My Chicago Tribune column this week is about books that are actually laugh out loud funny. To see the books you can either check out the column or go to my mini-shop at Bookshop.org, where affiliate income for any purchases will go to Open Books.
Over at LitHub they have a list of winter-themed books which they say will help you get through the last cold days of the season.
If you’re concerned about book bans in your community, (also known as censorship attacks), the Author’s Guild has put together an action plan with practical guidance for resistance.
E! Online has “15 Books to Fall in Love With This February.”
If you want to see how books can reveal that a couple should divorce, check out the screenshots from this tweet by Amber Sparks, author of And I Do Not Forgive You.
Margaret Wise Brown, the author of all-time classic Goodnight Moon was more fascinating than you can possibly imagine.
We just passed the 100th anniversary of James Joyce’s Ulysses. A nice, accessible way to experience it is this fully-dramatized production of the text, almost 30 hours in duration, and parsed out in easily digestible podcast chapters, including summaries of the action to orient you in the text.
Recommendations
All books linked below and above are part of The Biblioracle Recommends bookshop at Bookshop.org. Affiliate income for purchases through the bookshop goes to Open Books in Chicago.
Affiliate income edges up to $29.80. Remember that I’ll match any total up to 5% of the annualized revenue for the newsletter or $500, whichever is larger, as a donation to Open Books.
The list of 2022 recommendations will be filling up week by week.
Recommendations are always open. Send in your requests by clicking below and following the instructions.
1. The Days of Afrekete by Asali Solomon
2. The Uninvited Guests by Sadie Jones
3. The Exiles by Christina Baker Kline
4. A Dark-Adapted Eye by Ruth Rendell
5. Books for Living by Will Schwalbe
Valerie W. - Downers Grove, IL
For Valerie a title I try to get on my list of recommended books every year because it’s one that I want to see circulating among readers, even though it’s from a few years back and never made a huge splash: The incredibly powerful Miles from Nowhere by Nami Mun.
1. The Scout Mindset by Julia Galef
2. T: The Story of Testosterone, the Hormone that Dominates and Divides Us by Carole Hooven
3. The Genetic Lottery by Kathryn Paige Harden
4. Free Will by Sam Harris
5. Innate: How the Wiring of Our Brain Shapes Who We Are by Kevin J Mitchell
Kennedy N. - London, UK
Kennedy has been doing some heavy reading in the so-called “rationalist” community, a movement which interests me, but also with which I personally have a few questions. I’m hoping he hasn’t yet read Daniel Dennett’s Elbow Room: The Varieties of Free Will Worth Wanting, because it provides an interesting counterpoint to the someone like Sam Harris, suggesting a “compatibilist” framework that can exist inside a deterministic universe. I could go on and on about this stuff myself, but I’m going to stop typing now before I do.
Paid subscription update
Annualized revenue for this newsletter currently stands at $11,371. If it reaches $12,500 I can afford to start paying outside contributors and offer more book-related content that has fun while taking books seriously. If that sounds good to you, please subscribe.

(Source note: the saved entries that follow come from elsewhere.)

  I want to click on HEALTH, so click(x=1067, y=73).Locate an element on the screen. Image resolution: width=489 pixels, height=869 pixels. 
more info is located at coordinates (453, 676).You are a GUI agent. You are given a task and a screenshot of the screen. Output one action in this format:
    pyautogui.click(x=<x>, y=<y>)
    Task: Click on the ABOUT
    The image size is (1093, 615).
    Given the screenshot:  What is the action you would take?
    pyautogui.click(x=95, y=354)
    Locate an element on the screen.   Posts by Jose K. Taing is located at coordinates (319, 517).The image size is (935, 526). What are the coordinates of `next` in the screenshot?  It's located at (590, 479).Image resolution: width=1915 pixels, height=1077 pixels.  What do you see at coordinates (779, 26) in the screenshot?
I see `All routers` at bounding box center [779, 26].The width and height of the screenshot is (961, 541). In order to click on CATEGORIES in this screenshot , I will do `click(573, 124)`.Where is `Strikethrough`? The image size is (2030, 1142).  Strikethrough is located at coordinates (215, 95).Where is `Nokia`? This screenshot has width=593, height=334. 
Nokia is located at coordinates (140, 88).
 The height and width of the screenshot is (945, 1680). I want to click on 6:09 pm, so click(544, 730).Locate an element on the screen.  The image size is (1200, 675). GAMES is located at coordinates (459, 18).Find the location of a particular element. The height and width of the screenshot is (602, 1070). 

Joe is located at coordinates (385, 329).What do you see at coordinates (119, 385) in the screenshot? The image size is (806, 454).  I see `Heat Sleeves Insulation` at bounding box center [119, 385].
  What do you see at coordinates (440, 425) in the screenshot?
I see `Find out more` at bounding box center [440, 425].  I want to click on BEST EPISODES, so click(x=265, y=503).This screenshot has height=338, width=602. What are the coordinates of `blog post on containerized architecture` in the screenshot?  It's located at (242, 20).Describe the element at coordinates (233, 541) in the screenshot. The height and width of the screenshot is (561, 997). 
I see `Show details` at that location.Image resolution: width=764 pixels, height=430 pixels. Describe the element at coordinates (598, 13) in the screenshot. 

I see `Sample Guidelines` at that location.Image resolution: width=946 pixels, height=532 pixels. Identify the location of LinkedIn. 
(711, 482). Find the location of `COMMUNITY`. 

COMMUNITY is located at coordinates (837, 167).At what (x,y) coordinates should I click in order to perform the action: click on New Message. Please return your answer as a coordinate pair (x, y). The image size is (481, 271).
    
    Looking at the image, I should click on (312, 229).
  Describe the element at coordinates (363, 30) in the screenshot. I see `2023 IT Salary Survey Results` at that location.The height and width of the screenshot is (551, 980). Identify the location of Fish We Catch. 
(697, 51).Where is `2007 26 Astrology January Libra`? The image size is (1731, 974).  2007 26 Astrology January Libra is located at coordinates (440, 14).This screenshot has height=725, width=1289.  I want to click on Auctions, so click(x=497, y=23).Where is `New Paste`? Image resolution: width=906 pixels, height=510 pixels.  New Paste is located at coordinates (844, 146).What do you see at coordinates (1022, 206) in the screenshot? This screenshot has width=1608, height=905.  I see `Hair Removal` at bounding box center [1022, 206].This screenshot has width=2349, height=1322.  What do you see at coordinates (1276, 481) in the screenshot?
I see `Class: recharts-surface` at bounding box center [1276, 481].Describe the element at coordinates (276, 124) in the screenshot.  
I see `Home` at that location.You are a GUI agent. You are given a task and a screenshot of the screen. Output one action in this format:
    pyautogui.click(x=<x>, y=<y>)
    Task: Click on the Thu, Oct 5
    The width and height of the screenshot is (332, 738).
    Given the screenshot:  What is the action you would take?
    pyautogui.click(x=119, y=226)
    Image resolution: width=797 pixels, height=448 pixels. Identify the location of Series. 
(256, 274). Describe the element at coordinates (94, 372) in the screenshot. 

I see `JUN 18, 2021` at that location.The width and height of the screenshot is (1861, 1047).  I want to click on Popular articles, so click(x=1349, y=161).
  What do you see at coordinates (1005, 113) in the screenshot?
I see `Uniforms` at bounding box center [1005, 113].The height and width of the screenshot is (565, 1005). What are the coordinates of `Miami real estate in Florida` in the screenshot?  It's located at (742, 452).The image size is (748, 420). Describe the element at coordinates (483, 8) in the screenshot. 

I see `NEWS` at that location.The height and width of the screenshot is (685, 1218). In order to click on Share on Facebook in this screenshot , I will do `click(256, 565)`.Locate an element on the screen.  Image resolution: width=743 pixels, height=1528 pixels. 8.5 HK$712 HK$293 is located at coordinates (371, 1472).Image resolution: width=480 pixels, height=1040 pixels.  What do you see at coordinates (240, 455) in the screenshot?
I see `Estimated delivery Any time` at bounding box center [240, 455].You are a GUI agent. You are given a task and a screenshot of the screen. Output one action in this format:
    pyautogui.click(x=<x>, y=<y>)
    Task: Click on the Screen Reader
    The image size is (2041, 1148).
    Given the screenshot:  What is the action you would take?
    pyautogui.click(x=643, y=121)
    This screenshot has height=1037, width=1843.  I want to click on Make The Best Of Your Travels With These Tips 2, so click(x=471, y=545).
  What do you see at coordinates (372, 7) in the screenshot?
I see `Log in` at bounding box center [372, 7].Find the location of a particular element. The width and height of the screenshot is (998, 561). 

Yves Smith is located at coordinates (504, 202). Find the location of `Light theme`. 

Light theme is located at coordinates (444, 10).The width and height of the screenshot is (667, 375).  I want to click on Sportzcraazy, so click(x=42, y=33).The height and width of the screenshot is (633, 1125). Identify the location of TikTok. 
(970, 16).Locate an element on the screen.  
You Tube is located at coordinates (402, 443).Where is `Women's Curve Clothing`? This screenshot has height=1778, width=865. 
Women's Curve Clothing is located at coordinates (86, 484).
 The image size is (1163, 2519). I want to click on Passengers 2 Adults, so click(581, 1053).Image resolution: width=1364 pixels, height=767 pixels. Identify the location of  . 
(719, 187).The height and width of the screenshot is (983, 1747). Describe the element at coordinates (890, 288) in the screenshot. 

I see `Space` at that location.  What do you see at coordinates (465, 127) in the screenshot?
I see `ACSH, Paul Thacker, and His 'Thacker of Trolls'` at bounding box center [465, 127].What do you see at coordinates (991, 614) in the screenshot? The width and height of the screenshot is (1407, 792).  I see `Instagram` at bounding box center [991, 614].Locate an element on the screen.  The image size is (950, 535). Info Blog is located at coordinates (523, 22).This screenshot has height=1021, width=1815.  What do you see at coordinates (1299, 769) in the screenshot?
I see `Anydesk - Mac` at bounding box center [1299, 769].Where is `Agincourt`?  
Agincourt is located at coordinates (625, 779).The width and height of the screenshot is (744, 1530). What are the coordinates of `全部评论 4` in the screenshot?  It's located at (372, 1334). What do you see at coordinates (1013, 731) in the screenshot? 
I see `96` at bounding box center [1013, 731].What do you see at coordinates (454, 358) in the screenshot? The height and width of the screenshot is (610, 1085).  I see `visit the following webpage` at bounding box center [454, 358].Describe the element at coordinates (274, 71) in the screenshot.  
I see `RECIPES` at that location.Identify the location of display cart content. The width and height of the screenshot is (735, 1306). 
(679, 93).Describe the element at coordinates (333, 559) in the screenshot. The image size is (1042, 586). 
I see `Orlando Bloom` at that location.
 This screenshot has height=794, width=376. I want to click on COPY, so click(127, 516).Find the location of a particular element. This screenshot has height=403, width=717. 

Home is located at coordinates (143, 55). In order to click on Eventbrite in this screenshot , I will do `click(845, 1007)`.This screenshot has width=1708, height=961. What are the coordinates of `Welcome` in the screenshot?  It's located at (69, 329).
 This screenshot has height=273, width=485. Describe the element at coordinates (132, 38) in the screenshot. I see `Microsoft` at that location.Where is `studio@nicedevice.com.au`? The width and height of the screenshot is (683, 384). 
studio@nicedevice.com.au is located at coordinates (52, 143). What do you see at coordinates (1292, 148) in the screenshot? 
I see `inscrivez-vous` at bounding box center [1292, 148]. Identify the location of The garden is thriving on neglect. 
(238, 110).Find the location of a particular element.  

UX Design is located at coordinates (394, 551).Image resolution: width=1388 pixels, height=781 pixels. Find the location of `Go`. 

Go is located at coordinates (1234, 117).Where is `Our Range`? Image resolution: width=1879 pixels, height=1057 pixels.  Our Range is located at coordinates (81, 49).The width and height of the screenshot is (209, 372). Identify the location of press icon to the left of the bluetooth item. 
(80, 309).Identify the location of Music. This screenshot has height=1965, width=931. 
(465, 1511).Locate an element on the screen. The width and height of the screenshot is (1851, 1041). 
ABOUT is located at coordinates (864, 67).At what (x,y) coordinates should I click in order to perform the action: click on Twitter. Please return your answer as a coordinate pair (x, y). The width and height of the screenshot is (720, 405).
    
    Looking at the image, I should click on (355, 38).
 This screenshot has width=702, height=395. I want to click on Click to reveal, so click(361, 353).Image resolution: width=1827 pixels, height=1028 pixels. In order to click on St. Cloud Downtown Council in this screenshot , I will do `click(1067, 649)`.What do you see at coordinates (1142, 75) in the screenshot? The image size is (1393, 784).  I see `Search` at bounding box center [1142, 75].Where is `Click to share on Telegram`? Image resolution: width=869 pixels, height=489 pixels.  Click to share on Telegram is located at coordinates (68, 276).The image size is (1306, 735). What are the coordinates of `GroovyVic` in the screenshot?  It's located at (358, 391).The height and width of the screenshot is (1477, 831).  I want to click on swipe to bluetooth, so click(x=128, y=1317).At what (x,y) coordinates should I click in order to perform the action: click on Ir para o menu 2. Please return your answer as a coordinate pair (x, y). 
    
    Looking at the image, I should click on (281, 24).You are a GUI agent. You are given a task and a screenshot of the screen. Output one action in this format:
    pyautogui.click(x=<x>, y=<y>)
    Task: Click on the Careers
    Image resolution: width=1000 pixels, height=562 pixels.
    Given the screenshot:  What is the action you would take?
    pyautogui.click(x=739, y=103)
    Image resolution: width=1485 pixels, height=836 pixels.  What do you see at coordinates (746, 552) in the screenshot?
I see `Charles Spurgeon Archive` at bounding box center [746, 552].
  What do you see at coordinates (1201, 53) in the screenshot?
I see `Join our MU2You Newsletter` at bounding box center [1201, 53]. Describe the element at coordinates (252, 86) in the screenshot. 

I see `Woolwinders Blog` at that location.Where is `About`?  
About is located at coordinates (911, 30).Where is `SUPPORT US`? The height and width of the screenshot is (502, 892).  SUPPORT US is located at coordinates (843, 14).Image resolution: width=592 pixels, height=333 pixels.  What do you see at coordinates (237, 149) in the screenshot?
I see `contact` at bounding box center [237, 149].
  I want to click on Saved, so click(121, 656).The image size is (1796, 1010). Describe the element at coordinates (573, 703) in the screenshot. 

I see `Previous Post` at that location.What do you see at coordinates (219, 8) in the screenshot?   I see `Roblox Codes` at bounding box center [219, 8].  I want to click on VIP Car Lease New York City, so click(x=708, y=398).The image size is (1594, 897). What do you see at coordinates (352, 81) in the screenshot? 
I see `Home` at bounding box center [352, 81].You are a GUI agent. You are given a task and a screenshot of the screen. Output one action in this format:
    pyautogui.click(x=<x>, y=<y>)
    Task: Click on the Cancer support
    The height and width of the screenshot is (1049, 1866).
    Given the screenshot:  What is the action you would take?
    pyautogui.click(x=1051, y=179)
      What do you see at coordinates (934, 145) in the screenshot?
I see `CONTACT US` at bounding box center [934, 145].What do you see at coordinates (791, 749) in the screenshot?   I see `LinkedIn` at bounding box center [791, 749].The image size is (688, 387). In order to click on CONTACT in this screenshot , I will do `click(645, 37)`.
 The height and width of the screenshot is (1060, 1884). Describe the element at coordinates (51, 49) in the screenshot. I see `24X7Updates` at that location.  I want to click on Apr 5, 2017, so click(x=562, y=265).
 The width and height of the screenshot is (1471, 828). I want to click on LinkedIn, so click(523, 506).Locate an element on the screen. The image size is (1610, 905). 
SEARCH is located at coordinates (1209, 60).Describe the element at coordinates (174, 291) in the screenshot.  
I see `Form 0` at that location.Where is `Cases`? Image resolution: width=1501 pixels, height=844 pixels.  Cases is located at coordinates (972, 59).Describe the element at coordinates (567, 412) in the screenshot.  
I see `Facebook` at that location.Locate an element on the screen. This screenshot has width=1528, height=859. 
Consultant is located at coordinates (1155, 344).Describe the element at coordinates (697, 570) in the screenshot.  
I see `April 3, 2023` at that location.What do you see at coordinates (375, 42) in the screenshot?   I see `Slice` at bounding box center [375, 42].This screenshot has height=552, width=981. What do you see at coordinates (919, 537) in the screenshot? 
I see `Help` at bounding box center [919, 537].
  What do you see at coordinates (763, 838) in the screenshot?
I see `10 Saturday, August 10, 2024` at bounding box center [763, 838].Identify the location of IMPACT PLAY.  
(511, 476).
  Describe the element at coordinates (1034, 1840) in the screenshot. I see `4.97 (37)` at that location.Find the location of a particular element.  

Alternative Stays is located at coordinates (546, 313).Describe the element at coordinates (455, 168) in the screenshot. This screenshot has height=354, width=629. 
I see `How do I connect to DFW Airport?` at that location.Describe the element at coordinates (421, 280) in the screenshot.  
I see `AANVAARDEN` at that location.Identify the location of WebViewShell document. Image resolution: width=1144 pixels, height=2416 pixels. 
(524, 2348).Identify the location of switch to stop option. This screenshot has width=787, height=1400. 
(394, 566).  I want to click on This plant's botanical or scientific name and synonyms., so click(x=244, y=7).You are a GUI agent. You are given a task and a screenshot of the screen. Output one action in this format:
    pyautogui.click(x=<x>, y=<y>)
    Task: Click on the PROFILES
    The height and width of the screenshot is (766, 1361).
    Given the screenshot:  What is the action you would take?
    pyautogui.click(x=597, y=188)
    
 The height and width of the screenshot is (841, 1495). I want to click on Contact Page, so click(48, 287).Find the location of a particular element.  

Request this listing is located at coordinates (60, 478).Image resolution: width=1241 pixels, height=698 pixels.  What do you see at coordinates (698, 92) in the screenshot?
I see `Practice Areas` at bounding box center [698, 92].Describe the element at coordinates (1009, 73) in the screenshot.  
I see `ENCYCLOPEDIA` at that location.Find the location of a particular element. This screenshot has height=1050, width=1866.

Vacation is great, but very pleased to be back in the world, sending this missive to such fine folks as you. Enjoy whatever the world holds for you in the week ahead.
John
The Biblioracle
I devoured this magazine each week for many many years. The writing was smart and they were often spot on with their music, movie, and book recommendations. It's been sad to watch the numerous changes happen over the years, as it clearly struggled. More Marvel covers, shorter articles, less groundbreaking recommendations, as clearly a more commercial voice took hold. Ah, the death knoll was hard to ignore. Thanks for the reminder that this magazine was a big part of curriating my past and current joys.
Apparently I'm not the only one with a continually growing stack of New Yorkers.